Established offshore vendors would argue that Hung has a point. Motorola, for one, has stated concern about "gray imports" with inferior, non-OEM parts that result in poor quality and a secondary black market for genuine branded phones. The root problem is the import tax, which runs to 20 percent for mobile phones, 21 percent on hardware and peripherals and 10 percent on software, the company argues.

Customs regulations are a "subtle problem," said Yukichi Takeda, group president of Fujitsu Ltd.'s corporate manufacturing-systems division, which runs what is perhaps Vietnam's most successful foreign-owned semiconductor plant: Fujitsu Computer Products of Vietnam Inc.

It took six months and "a lot of paperwork and a lot of negotiation" to get "inexperienced" local customs officials to acquiesce to Fujitsu's requests to import raw materials and export its 2 million monthly production of printed-circuit boards without interference, Takeda said.

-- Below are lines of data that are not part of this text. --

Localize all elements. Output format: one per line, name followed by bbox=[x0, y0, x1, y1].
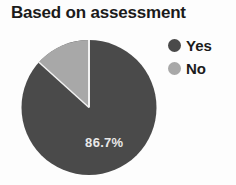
legend-label-no: No bbox=[186, 61, 206, 76]
legend-marker-no-icon bbox=[168, 62, 181, 75]
legend-marker-yes-icon bbox=[168, 39, 181, 52]
chart-title: Based on assessment bbox=[11, 2, 186, 24]
pie-plot-area: 86.7% bbox=[21, 39, 157, 176]
pie-chart-figure: Based on assessment 86.7% Yes No bbox=[0, 0, 236, 185]
pie-svg bbox=[21, 39, 157, 176]
legend-label-yes: Yes bbox=[186, 38, 212, 53]
chart-legend: Yes No bbox=[168, 34, 236, 80]
legend-item-yes[interactable]: Yes bbox=[168, 34, 236, 57]
legend-item-no[interactable]: No bbox=[168, 57, 236, 80]
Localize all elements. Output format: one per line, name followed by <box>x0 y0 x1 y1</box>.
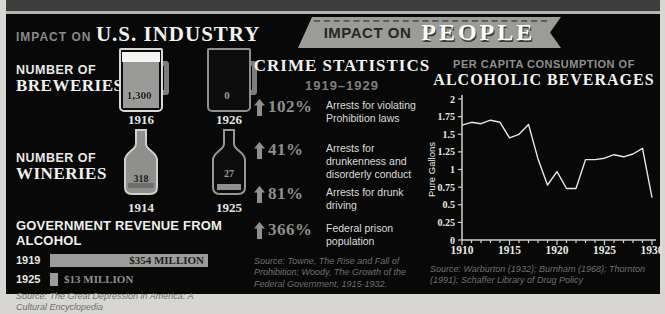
stat-row-prohibition-arrests: 102% Arrests for violating Prohibition l… <box>254 97 432 125</box>
svg-text:0.75: 0.75 <box>438 182 456 193</box>
stat-row-drunk-driving-arrests: 81% Arrests for drunk driving <box>254 184 432 212</box>
breweries-year-1916: 1916 <box>110 112 172 128</box>
breweries-count-1926: 0 <box>207 89 247 101</box>
svg-text:1.75: 1.75 <box>438 111 456 122</box>
svg-text:2: 2 <box>450 94 455 105</box>
stat-row-drunkenness-arrests: 41% Arrests for drunkenness and disorder… <box>254 140 432 181</box>
svg-text:1930: 1930 <box>641 244 663 256</box>
stat-description: Arrests for violating Prohibition laws <box>326 97 418 125</box>
chart-source: Source: Warburton (1932); Burnham (1968)… <box>430 264 662 287</box>
brewery-1926: 0 1926 <box>198 48 260 128</box>
breweries-label-line2: BREWERIES <box>16 77 111 95</box>
revenue-year: 1919 <box>16 254 50 266</box>
wineries-count-1925: 27 <box>206 168 252 179</box>
consumption-line-chart: 00.250.50.7511.251.51.752191019151920192… <box>424 88 662 260</box>
revenue-year: 1925 <box>16 273 50 285</box>
up-arrow-icon <box>254 222 265 239</box>
top-bar <box>6 0 660 14</box>
stat-percentage: 102% <box>268 97 313 117</box>
wineries-label-line2: WINERIES <box>16 165 111 183</box>
svg-text:1915: 1915 <box>498 244 521 256</box>
full-wine-bottle-icon: 318 <box>118 128 164 196</box>
revenue-title: GOVERNMENT REVENUE FROM ALCOHOL <box>16 218 248 248</box>
breweries-label: NUMBER OF BREWERIES <box>16 64 111 95</box>
breweries-count-1916: 1,300 <box>119 89 159 101</box>
svg-text:1910: 1910 <box>451 244 474 256</box>
government-revenue-section: GOVERNMENT REVENUE FROM ALCOHOL 1919 $35… <box>16 218 248 314</box>
chart-title-main: ALCOHOLIC BEVERAGES <box>430 71 658 89</box>
stat-percentage: 366% <box>268 220 313 240</box>
svg-text:0.5: 0.5 <box>443 199 456 210</box>
revenue-amount: $13 MILLION <box>58 273 137 285</box>
industry-title-main: U.S. INDUSTRY <box>96 22 261 46</box>
stat-percentage: 81% <box>268 184 304 204</box>
revenue-bar: $354 MILLION <box>50 254 208 267</box>
revenue-row-1925: 1925 $13 MILLION <box>16 272 248 286</box>
stat-percentage: 41% <box>268 140 304 160</box>
wineries-label: NUMBER OF WINERIES <box>16 152 111 183</box>
consumption-chart-header: PER CAPITA CONSUMPTION OF ALCOHOLIC BEVE… <box>430 58 658 89</box>
crime-source: Source: Towne, The Rise and Fall of Proh… <box>254 256 426 290</box>
wineries-year-1914: 1914 <box>110 200 172 216</box>
industry-section-title: IMPACT ON U.S. INDUSTRY <box>16 22 260 47</box>
winery-1914: 318 1914 <box>110 128 172 216</box>
svg-text:1: 1 <box>450 164 455 175</box>
impact-on-people-banner: IMPACT ON PEOPLE <box>298 17 561 48</box>
crime-statistics-header: CRIME STATISTICS 1919–1929 <box>252 56 432 93</box>
empty-wine-bottle-icon: 27 <box>206 128 252 196</box>
svg-text:1.5: 1.5 <box>443 129 456 140</box>
full-beer-mug-icon: 1,300 <box>119 48 163 108</box>
svg-text:Pure Gallons: Pure Gallons <box>426 142 437 197</box>
chart-title-prefix: PER CAPITA CONSUMPTION OF <box>430 58 658 71</box>
stat-row-federal-prison: 366% Federal prison population <box>254 220 432 248</box>
industry-title-prefix: IMPACT ON <box>16 30 91 44</box>
wineries-year-1925: 1925 <box>198 200 260 216</box>
breweries-year-1926: 1926 <box>198 112 260 128</box>
stat-description: Arrests for drunk driving <box>326 184 418 212</box>
svg-text:1925: 1925 <box>593 244 616 256</box>
crime-statistics-title: CRIME STATISTICS <box>252 56 432 76</box>
svg-text:0.25: 0.25 <box>438 217 456 228</box>
revenue-bar <box>50 273 58 286</box>
revenue-row-1919: 1919 $354 MILLION <box>16 253 248 267</box>
stat-description: Arrests for drunkenness and disorderly c… <box>326 140 426 181</box>
up-arrow-icon <box>254 142 265 159</box>
banner-title: PEOPLE <box>421 19 535 46</box>
up-arrow-icon <box>254 186 265 203</box>
industry-source: Source: The Great Depression in America:… <box>16 291 226 314</box>
line-chart-svg: 00.250.50.7511.251.51.752191019151920192… <box>424 88 662 260</box>
empty-beer-mug-icon: 0 <box>207 48 251 108</box>
banner-prefix: IMPACT ON <box>324 24 412 41</box>
svg-text:1.25: 1.25 <box>438 146 456 157</box>
wineries-pictogram-group: 318 1914 27 1925 <box>110 128 260 216</box>
brewery-1916: 1,300 1916 <box>110 48 172 128</box>
up-arrow-icon <box>254 99 265 116</box>
breweries-pictogram-group: 1,300 1916 0 1926 <box>110 48 260 128</box>
stat-description: Federal prison population <box>326 220 418 248</box>
crime-statistics-years: 1919–1929 <box>252 78 432 93</box>
revenue-amount: $354 MILLION <box>129 254 208 266</box>
winery-1925: 27 1925 <box>198 128 260 216</box>
infographic-panel: IMPACT ON U.S. INDUSTRY NUMBER OF BREWER… <box>6 0 660 294</box>
wineries-count-1914: 318 <box>118 173 164 184</box>
svg-text:1920: 1920 <box>546 244 569 256</box>
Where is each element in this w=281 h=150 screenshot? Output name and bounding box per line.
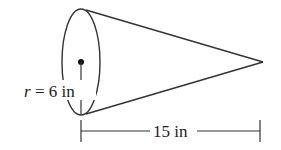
cone-top-edge [86,10,263,62]
cone-bottom-edge [86,62,263,114]
cone-diagram: r = 6 in 15 in [0,0,281,150]
radius-label: r = 6 in [24,82,75,101]
length-label: 15 in [153,122,188,141]
cone-figure: r = 6 in 15 in [0,0,281,150]
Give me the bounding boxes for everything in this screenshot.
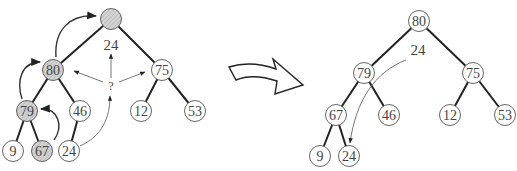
- node-label: 53: [188, 104, 202, 119]
- node-label: 80: [46, 63, 60, 78]
- node-label: 24: [62, 144, 76, 159]
- node-53: 53: [495, 105, 516, 126]
- node-label: 12: [134, 104, 148, 119]
- node-24: 24: [59, 141, 80, 162]
- node-label: 80: [412, 14, 426, 29]
- node-label: 46: [382, 108, 396, 123]
- node-79: 79: [17, 101, 38, 122]
- moving-value-label: 24: [104, 37, 120, 53]
- node-46: 46: [379, 105, 400, 126]
- node-75: 75: [152, 60, 173, 81]
- node-empty-root: [101, 9, 122, 30]
- node-75: 75: [463, 63, 484, 84]
- node-label: 46: [73, 104, 87, 119]
- node-53: 53: [185, 101, 206, 122]
- question-arrow-to-75: [119, 72, 145, 82]
- node-80: 80: [43, 60, 64, 81]
- transition-arrow-icon: [229, 59, 303, 94]
- node-80: 80: [409, 11, 430, 32]
- node-12: 12: [131, 101, 152, 122]
- node-label: 75: [466, 66, 480, 81]
- question-mark: ?: [108, 79, 113, 93]
- node-label: 12: [443, 108, 457, 123]
- node-79: 79: [354, 63, 375, 84]
- heap-diagram: 80 75 79 46 12 53 9 67: [0, 0, 517, 171]
- node-label: 9: [10, 144, 17, 159]
- node-label: 79: [357, 66, 371, 81]
- after-tree: 80 79 75 67 46 12 53 9: [310, 11, 516, 167]
- node-12: 12: [440, 105, 461, 126]
- promote-arrow-67-to-79: [41, 109, 59, 140]
- edge: [53, 19, 111, 70]
- node-46: 46: [70, 101, 91, 122]
- node-label: 67: [35, 144, 49, 159]
- node-label: 67: [329, 108, 343, 123]
- before-tree: 80 75 79 46 12 53 9 67: [3, 9, 206, 162]
- node-label: 75: [155, 63, 169, 78]
- moving-value-label: 24: [411, 42, 427, 58]
- node-67: 67: [326, 105, 347, 126]
- node-9: 9: [310, 146, 331, 167]
- node-9: 9: [3, 141, 24, 162]
- question-arrow-to-80: [74, 71, 103, 82]
- node-label: 24: [342, 149, 356, 164]
- node-24: 24: [339, 146, 360, 167]
- node-67: 67: [32, 141, 53, 162]
- node-label: 53: [498, 108, 512, 123]
- node-label: 9: [317, 149, 324, 164]
- node-label: 79: [20, 104, 34, 119]
- edge: [419, 21, 473, 73]
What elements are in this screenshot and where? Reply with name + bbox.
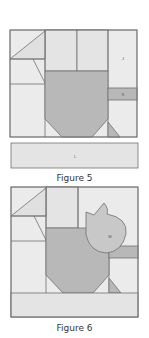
figure-6-caption: Figure 6 bbox=[0, 323, 149, 333]
figure-5-caption: Figure 5 bbox=[0, 173, 149, 183]
label-m: M bbox=[108, 234, 111, 239]
label-j: J bbox=[122, 56, 124, 61]
quilt-diagram: J K L M bbox=[0, 0, 149, 338]
cat-body bbox=[45, 71, 108, 137]
figure-5-block bbox=[10, 30, 137, 137]
label-k: K bbox=[122, 92, 125, 97]
figure-6-block bbox=[11, 187, 138, 317]
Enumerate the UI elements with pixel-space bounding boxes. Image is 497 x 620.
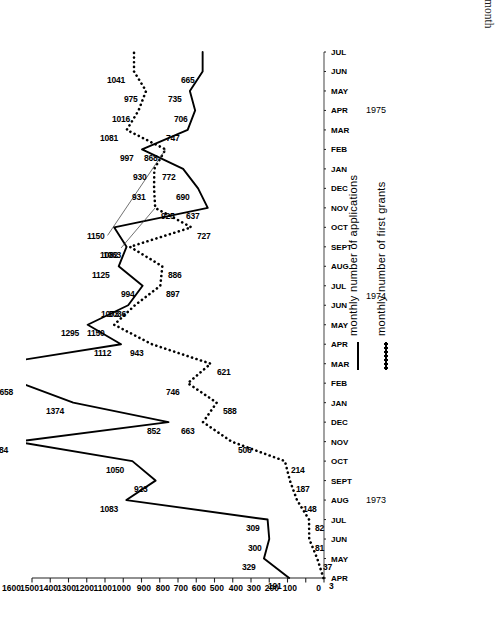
first-grants-value-label: 506 <box>238 445 252 455</box>
y-axis-tick-label: 700 <box>174 583 188 593</box>
first-grants-value-label: 1150 <box>87 328 105 338</box>
chart-axes <box>32 52 326 583</box>
x-axis-month-label: NOV <box>331 437 348 446</box>
first-grants-value-label: 943 <box>130 348 144 358</box>
x-axis-month-label: MAY <box>331 86 348 95</box>
first-grants-value-label: 930 <box>133 172 147 182</box>
first-grants-value-label: 81 <box>315 543 324 553</box>
chart-series <box>26 52 323 578</box>
y-axis-tick-label: 400 <box>228 583 242 593</box>
applications-value-label: 923 <box>134 484 148 494</box>
x-axis-month-label: MAR <box>331 359 349 368</box>
y-axis-tick-label: 600 <box>192 583 206 593</box>
x-axis-month-label: MAY <box>331 554 348 563</box>
y-axis-tick-label: 1300 <box>57 583 76 593</box>
first-grants-value-label: 82 <box>315 523 324 533</box>
applications-value-label: 994 <box>121 289 135 299</box>
x-axis-month-label: JUL <box>331 281 346 290</box>
applications-value-label: 1112 <box>94 348 111 358</box>
applications-value-label: 772 <box>162 172 176 182</box>
x-axis-year-label: 1973 <box>366 495 386 505</box>
x-axis-month-label: JUN <box>331 535 347 544</box>
x-axis-month-label: NOV <box>331 203 348 212</box>
applications-value-label: 329 <box>242 562 256 572</box>
first-grants-value-label: 3 <box>329 582 334 592</box>
applications-value-label: 706 <box>174 114 188 124</box>
x-axis-month-label: APR <box>331 340 348 349</box>
x-axis-month-label: JUL <box>331 515 346 524</box>
legend-label-applications: monthly number of applications <box>347 175 359 336</box>
line-chart: 1913293003091083923105016848521374165817… <box>26 44 326 584</box>
applications-value-label: 852 <box>147 426 161 436</box>
legend-label-first-grants: monthly number of first grants <box>375 181 387 336</box>
applications-value-label: 1125 <box>92 270 110 280</box>
y-axis-tick-label: 1500 <box>20 583 39 593</box>
applications-value-label: 1083 <box>100 504 118 514</box>
y-axis-tick-label: 300 <box>247 583 261 593</box>
y-axis-tick-label: 1400 <box>39 583 58 593</box>
x-axis-month-label: DEC <box>331 418 348 427</box>
first-grants-value-label: 148 <box>303 504 317 514</box>
y-axis-tick-label: 500 <box>210 583 224 593</box>
y-axis-tick-label: 200 <box>265 583 279 593</box>
x-axis-month-label: AUG <box>331 496 349 505</box>
first-grants-value-label: 1081 <box>100 133 118 143</box>
applications-value-label: 690 <box>176 192 190 202</box>
first-grants-value-label: 1063 <box>103 250 121 260</box>
x-axis-month-label: SEPT <box>331 476 352 485</box>
applications-value-label: 1050 <box>106 465 124 475</box>
x-axis-month-label: JAN <box>331 164 347 173</box>
legend-swatch-solid-line <box>357 342 359 370</box>
first-grants-value-label: 37 <box>323 562 332 572</box>
y-axis-tick-label: 900 <box>137 583 151 593</box>
y-axis-tick-label: 1100 <box>94 583 112 593</box>
applications-value-label: 747 <box>166 133 180 143</box>
first-grants-value-label: 1036 <box>108 309 126 319</box>
applications-value-label: 309 <box>246 523 260 533</box>
first-grants-value-label: 187 <box>296 484 310 494</box>
y-axis-tick-label: 1000 <box>112 583 131 593</box>
applications-value-label: 1295 <box>61 328 79 338</box>
applications-value-label: 300 <box>248 543 262 553</box>
first-grants-value-label: 663 <box>181 426 195 436</box>
x-axis-month-label: MAR <box>331 125 349 134</box>
figure-caption-text: The rate of growth in the Family Fund – … <box>467 0 496 28</box>
x-axis-month-label: APR <box>331 106 348 115</box>
applications-value-label: 1684 <box>0 445 8 455</box>
first-grants-value-label: 727 <box>197 231 211 241</box>
applications-value-label: 665 <box>181 75 195 85</box>
first-grants-value-label: 746 <box>166 387 180 397</box>
applications-value-label: 1658 <box>0 387 13 397</box>
applications-value-label: 1150 <box>87 231 105 241</box>
first-grants-value-label: 868 <box>144 153 158 163</box>
first-grants-value-label: 588 <box>223 406 237 416</box>
x-axis-month-label: FEB <box>331 145 347 154</box>
x-axis-month-label: JUN <box>331 67 347 76</box>
x-axis-month-label: MAY <box>331 320 348 329</box>
x-axis-month-label: DEC <box>331 184 348 193</box>
x-axis-month-label: JAN <box>331 398 347 407</box>
x-axis-month-label: OCT <box>331 223 348 232</box>
x-axis-month-label: OCT <box>331 457 348 466</box>
first-grants-value-label: 621 <box>217 367 231 377</box>
first-grants-value-label: 1041 <box>107 75 125 85</box>
first-grants-value-label: 975 <box>124 94 138 104</box>
applications-value-label: 735 <box>168 94 182 104</box>
x-axis-month-label: JUN <box>331 301 347 310</box>
x-axis-month-label: FEB <box>331 379 347 388</box>
x-axis-month-label: APR <box>331 574 348 583</box>
y-axis-tick-label: 100 <box>283 583 297 593</box>
applications-value-label: 1374 <box>46 406 64 416</box>
first-grants-value-label: 214 <box>291 465 305 475</box>
legend-swatch-dotted-line <box>384 342 388 370</box>
first-grants-value-label: 897 <box>166 289 180 299</box>
y-axis-tick-label: 1200 <box>75 583 94 593</box>
chart-legend: monthly number of applications monthly n… <box>348 110 404 370</box>
y-axis-tick-label: 1600 <box>2 583 21 593</box>
x-axis-month-label: JUL <box>331 48 346 57</box>
applications-value-label: 637 <box>186 211 200 221</box>
figure-caption: Figure 8 The rate of growth in the Famil… <box>464 0 497 34</box>
y-axis-tick-label: 800 <box>155 583 169 593</box>
chart-plot-area <box>26 44 326 584</box>
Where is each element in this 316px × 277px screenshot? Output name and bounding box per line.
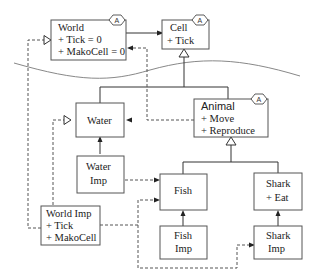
- generalization-triangle-icon: [179, 49, 189, 57]
- abstract-marker-icon: A: [251, 94, 267, 104]
- arrowhead-icon: [127, 46, 133, 51]
- class-name: Shark: [266, 178, 291, 189]
- class-name: Shark: [266, 230, 291, 241]
- svg-text:A: A: [198, 17, 203, 24]
- animal-world-dependency-line: [132, 48, 194, 120]
- class-animal[interactable]: Animal + Move + Reproduce A: [194, 94, 268, 137]
- worldimp-fish-dependency-line: [100, 200, 155, 225]
- class-name-line2: Imp: [90, 175, 107, 186]
- class-name: Fish: [174, 185, 193, 196]
- class-cell[interactable]: Cell + Tick A: [162, 15, 209, 49]
- class-water[interactable]: Water: [76, 103, 124, 137]
- class-member: + Tick: [46, 220, 74, 231]
- class-shark-imp[interactable]: Shark Imp: [254, 226, 302, 259]
- worldimp-water-realization-line: [53, 120, 64, 205]
- class-fish[interactable]: Fish: [160, 174, 207, 210]
- layer-separator-curve: [14, 61, 300, 78]
- class-fish-imp[interactable]: Fish Imp: [160, 226, 207, 259]
- class-shark[interactable]: Shark + Eat: [254, 173, 302, 210]
- class-member: + Tick: [167, 35, 195, 46]
- worldimp-world-realization-line: [28, 40, 44, 228]
- class-water-imp[interactable]: Water Imp: [77, 156, 124, 193]
- svg-text:A: A: [115, 17, 120, 24]
- realization-triangle-icon: [64, 116, 71, 125]
- class-name-line2: Imp: [268, 243, 285, 254]
- class-name: Fish: [174, 230, 193, 241]
- abstract-marker-icon: A: [192, 15, 208, 25]
- class-world-imp[interactable]: World Imp + Tick + MakoCell: [41, 206, 100, 245]
- class-member: + Move: [201, 113, 234, 124]
- arrowhead-icon: [181, 210, 186, 216]
- class-member: + MakoCell = 0: [58, 46, 125, 57]
- class-name: Water: [87, 115, 112, 126]
- class-member: + Tick = 0: [58, 34, 102, 45]
- class-member: + Reproduce: [201, 125, 255, 136]
- realization-triangle-icon: [44, 36, 51, 45]
- class-name: World Imp: [46, 208, 92, 219]
- class-name: Water: [86, 161, 111, 172]
- class-world[interactable]: World + Tick = 0 + MakoCell = 0 A: [51, 15, 126, 60]
- class-name: World: [58, 22, 85, 33]
- class-name: Animal: [201, 100, 235, 112]
- arrowhead-icon: [154, 198, 160, 203]
- class-name: Cell: [170, 22, 188, 33]
- class-name-line2: Imp: [175, 243, 192, 254]
- abstract-marker-icon: A: [109, 15, 125, 25]
- arrowhead-icon: [154, 178, 160, 183]
- svg-text:A: A: [257, 96, 262, 103]
- generalization-triangle-icon: [226, 137, 236, 145]
- class-member: + MakoCell: [46, 232, 97, 243]
- uml-diagram-canvas: World + Tick = 0 + MakoCell = 0 A Cell +…: [0, 0, 316, 277]
- arrowhead-icon: [126, 118, 132, 123]
- class-member: + Eat: [266, 192, 289, 203]
- arrowhead-icon: [276, 210, 281, 216]
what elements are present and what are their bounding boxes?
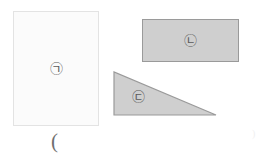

After having built its own power-generation and waste-treatment plants, secured raw materials and battled to find suitable local contractors to build its fab, the company struggled three more years before it was licensed as a 100 percent foreign-owned high-tech company. But the rewards have proved considerable. Whereas in China only joint ventures are permitted, the Fujitsu operation's foreign-owned status lets Fujitsu Ltd. exert complete operational control, as well as exempting the plant from corporate tax until 2004, when a 15 percent rate kicks in.

Established in 1995, the 27,950-square-meter facility, which today employs 2,700, has proved a cash cow. The operation contributed revenue of $466 million in 1999, up from $104 million in 1996. With a well-educated, easily trained pool of local graduates and average labor costs that Takeda estimates are one-third lower than in China, the plant can churn out products at a cost estimated to be 10 percent lower than would have been possible in China.

"We plan to expand our business 30 percent very soon into boards for mobile phones, notebook PCs and PDAs, but 100 percent-100 percent-for export," Takeda said.